After all…on the day, the official response seems to have been to shut down access to the island, effectively abandoning the victims to their fate. There seemed to be no will and no strategy for quickly launching a rescue effort.. The brave rescue operations that were mounted by volunteers – and which did save lives - were carried out before officialdom got its act together, and even then were in effective defiance of Police and civil defence prohibitions.

This situation needs to be addressed, but the government seems very unwilling to do so. It has been depressing to hear the likes of Kiri Allan, the newly minted Minister of Emergency Management, close ranks and claim that there is no need for an inquiry into how the response effort was managed. We seem determined to fly blind into the next disaster.

Beijing tweets, Teheran silence

Interesting that New Zealand has been more moved to complain about an offensive tweet by a Chinese official about the Australian forces’ killings of 39 Afghan civilians than we were about the actual killings themselves. The best we managed on that score was that it wasn’t us, and that the Brereton report didn’t implicate us…but beyond that, nothing. Yet the moment the Chinese try to satirise the killings, we’re outraged. At the satire.

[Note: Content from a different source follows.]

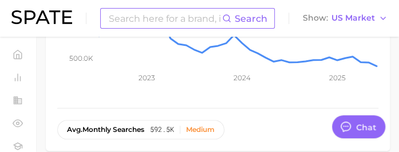  What do you see at coordinates (162, 129) in the screenshot?
I see `span: 592.5k` at bounding box center [162, 129].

Talking about this sort of thing, wouldn’t it have been nice if our scientific community – the folks at the Monaghan Institute ? The Royal Society ? – had felt moved to publicly denounce the politically-inspired killing of Iran’s top nuclear scientist? One would have thought that at least one of the nation’s scientific bodies or university science departments would have felt impelled to publicly point out that killing scientists for political reasons is a bad thing, really.

Footnote: Yet as it should, the international science community can always stir itself to outrage when Iran is the perpetrator. If only it could be just as concerned and as scientifically balanced when Iranians are the victims.